Monday, November 30, 2009

Am I dreaming or...

We’ve all laughed and cursed plenty at the famous, traditional crustiness of Pune’s shopkeepers. You know, the old jokes about how they dismissively say “too expensive for you” when you ask them to show you something in the shop. Or how they slam the door in your face as soon as it’s lunch time. I have personally experienced this – where I entered the shop as the shutter was to come down, and found my body almost sliced into two halves by the briskly descending shutter that the man kept pulling down though he had spotted me walking through the entrance. And I was caught in the classical Catch-22: because I was half out, I would not be served (“come back after 4pm”), and because I was half in, I could not exit from the entrance; I was marched to the back of the shop to exit in quite another lane from which I had entered. My crime: asking to be served at 1.02 pm.
Well, guess what, quite a bit of it is changing. And it’s not just the newer more savvy shopkeepers who are showing customers a friendlier face.
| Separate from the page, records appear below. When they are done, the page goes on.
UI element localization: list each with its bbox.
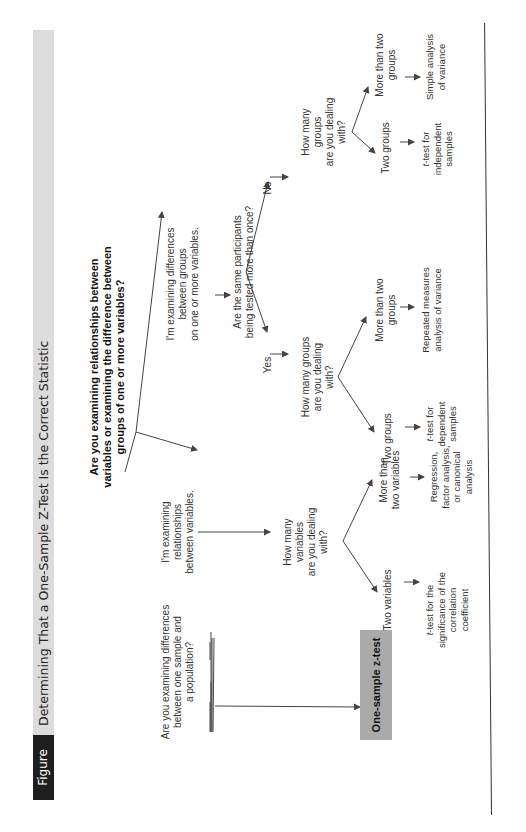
question-line: are you dealing xyxy=(324,98,336,166)
root-question-line: Are you examining relationships between xyxy=(88,246,101,487)
side-question-line: a population? xyxy=(184,605,196,739)
outcome-line: coefficient xyxy=(459,572,471,648)
question-line: How many groups xyxy=(300,337,312,418)
yes-label: Yes xyxy=(262,357,274,373)
side-question-line: Are you examining differences xyxy=(160,605,172,739)
dependent-t-test-outcome: t-test for dependent samples xyxy=(424,402,459,447)
independent-t-test-outcome: t-test for independent samples xyxy=(420,123,455,175)
question-line: are you dealing xyxy=(306,508,318,576)
outcome-line: Regression, xyxy=(428,445,440,508)
outcome-line: samples xyxy=(443,123,455,175)
statement-line: between variables. xyxy=(184,490,196,573)
question-line: variables xyxy=(294,508,306,576)
question-line: being tested more than once? xyxy=(244,206,256,338)
label-line: More than two xyxy=(374,278,386,341)
statement-line: relationships xyxy=(172,490,184,573)
yes-more-than-two-groups-label: More than two groups xyxy=(374,278,398,341)
question-line: How many xyxy=(282,508,294,576)
statement-line: I'm examining xyxy=(160,490,172,573)
relationships-statement: I'm examining relationships between vari… xyxy=(160,490,196,573)
no-label: No xyxy=(262,182,274,195)
label-line: groups xyxy=(386,278,398,341)
correlation-t-test-outcome: t-test for the significance of the corre… xyxy=(424,572,470,648)
regression-outcome: Regression, factor analysis, or canonica… xyxy=(428,445,474,508)
outcome-text: -test for xyxy=(420,132,431,164)
outcome-line: Repeated measures xyxy=(420,267,432,353)
no-two-groups-label: Two groups xyxy=(380,122,392,174)
question-line: with? xyxy=(336,98,348,166)
simple-anova-outcome: Simple analysis of variance xyxy=(424,34,447,100)
side-question: Are you examining differences between on… xyxy=(160,605,196,739)
root-question-line: variables or examining the difference be… xyxy=(101,246,114,487)
outcome-line: correlation xyxy=(447,572,459,648)
t-italic: t xyxy=(424,633,435,636)
yes-two-groups-label: Two groups xyxy=(382,413,394,465)
differences-statement: I'm examining differences between groups… xyxy=(165,227,201,340)
outcome-line: analysis of variance xyxy=(432,267,444,353)
outcome-line: independent xyxy=(432,123,444,175)
repeated-measures-anova-outcome: Repeated measures analysis of variance xyxy=(420,267,443,353)
outcome-line: analysis xyxy=(463,445,475,508)
question-line: with? xyxy=(318,508,330,576)
question-line: are you dealing xyxy=(312,337,324,418)
question-line: groups xyxy=(312,98,324,166)
root-question: Are you examining relationships between … xyxy=(88,246,127,487)
how-many-variables-question: How many variables are you dealing with? xyxy=(282,508,330,576)
statement-line: between groups xyxy=(177,227,189,340)
outcome-line: samples xyxy=(447,402,459,447)
outcome-line: t-test for the xyxy=(424,572,436,648)
no-more-than-two-groups-label: More than two groups xyxy=(374,33,398,96)
side-question-line: between one sample and xyxy=(172,605,184,739)
root-question-line: groups of one or more variables? xyxy=(114,246,127,487)
figure-canvas: Figure 10.1 Determining That a One-Sampl… xyxy=(0,0,526,832)
no-how-many-groups-question: How many groups are you dealing with? xyxy=(300,98,348,166)
statement-line: on one or more variables. xyxy=(189,227,201,340)
outcome-line: dependent xyxy=(436,402,448,447)
t-italic: t xyxy=(424,439,435,442)
outcome-line: or canonical xyxy=(451,445,463,508)
label-line: More than two xyxy=(374,33,386,96)
two-variables-label: Two variables xyxy=(382,569,394,630)
question-line: How many xyxy=(300,98,312,166)
statement-line: I'm examining differences xyxy=(165,227,177,340)
yes-how-many-groups-question: How many groups are you dealing with? xyxy=(300,337,336,418)
outcome-line: factor analysis, xyxy=(440,445,452,508)
question-line: with? xyxy=(324,337,336,418)
outcome-text: -test for xyxy=(424,407,435,439)
outcome-line: of variance xyxy=(436,34,448,100)
outcome-line: significance of the xyxy=(436,572,448,648)
t-italic: t xyxy=(420,164,431,167)
outcome-line: Simple analysis xyxy=(424,34,436,100)
outcome-line: t-test for xyxy=(424,402,436,447)
question-line: Are the same participants xyxy=(232,206,244,338)
one-sample-z-test-result: One-sample z-test xyxy=(360,630,392,740)
label-line: groups xyxy=(386,33,398,96)
outcome-line: t-test for xyxy=(420,123,432,175)
outcome-text: -test for the xyxy=(424,585,435,633)
same-participants-question: Are the same participants being tested m… xyxy=(232,206,256,338)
Last Sunday I saw it everywhere, in all my old haunts. Took me by surprise, I can tell you. I had to rearrange my features - to return smiles, nods, welcoming salutations and thank yous. It was quite something. Put it to recession, to competition, to maturation, or to the coming of the next generation. Take the little shop opposite Mandai where I buy little frames and get things framed. The dour man who never showed me even a flicker of recognition all these years, was replaced by his daughter. The young girl chatted, showed me a bunch of choices to select from, and then cheerfully and expertly attached hooks to the backs of my little frames. Next stop, the guy who buys thinned out brass vessels off you. Again, two young boys weighed, paid up, and spread out a lovely choice of things that I could buy to replace the brass vessel that I sadly let go. Onward to the fellow who keeps yummy esoteric foods like ‘matki papad’ and ‘lissa sakhar’. Normally it would take me a whole 5 minutes at least to get noticed and heard by this gent. Even if there was no one else in the shop! And then another 10 minutes to elicit a grumpy “don’t have it”. This time round, he nodded me in, began to immediately pull out the things that I asked for and actually picked up the phone to ask when the dried onion flakes would arrive, and regretfully told me that it would take another week. When I said never mind, I’ll come back, he said “sorry I know you come from so far”. I jumped out of my skin, and wondered if I had heard that right. In this previous avatar he would have, if you dared to sigh about having come from a far-flung suburb all the way to their shop, shrugged or curled the top corner of one lip. As if to say “Who told you to live in the boonies?”
The same mellow mood was apparent at the cold-pressed oil merchant’s shop. I was on the earlier Pune shopping mode - when it got close to 1 pm, you had to simply give up on the idea of finishing your chores and shopping list in time. Now as I approached his shop and saw the wooden shutters being unfurled for a full shut-down, I thought I would save myself the indignity of being shooed away, and simply stopped on the pavement. The young man (possibly third generation there) who saw me, and the elderly shop assistant, smiled and reopened the doors (believe me, I am not making this up). On top of it, where earlier you were expected to bring your own little cans and bottles, or else go home without your fragrant cold-pressed til and coconut and groundnut oils, this time they pouched it for me. Customer convenience, smiles, consideration and mellow conversations...you better believe it, it’s the softer face of the third-gen Pune shopowner.
Now whether it was this sweetness and light that put me in a good mood, or whether things all around me are getting a little, little bit gentler, I don’t know. But I get the feeling that there is also an increasing tribe of polite drivers on the road too. Suddenly it feels as if I’m not the only one giving way, waving other cars on when they’re stuck at a U-turn, and slowing down or halting completely for pedestrians. I’ve been encountering quite a few others who will do that too, on the road. Somebody pinch me!

2 comments:

Pallavi Sharma said...

And here I was, thinking that talking on mobile phones as soon as you begin driving has recently been made mandatory by law. Maybe I should follow you around and try to notice these gentler drivers.

G said...

Really Gauri? In Pune? Someone pinch me too. Iv been living in this city for 2.5 years now and I have almost given up on expecting shopkeepers, auto drivers or general junta to be chivalrous or even polite.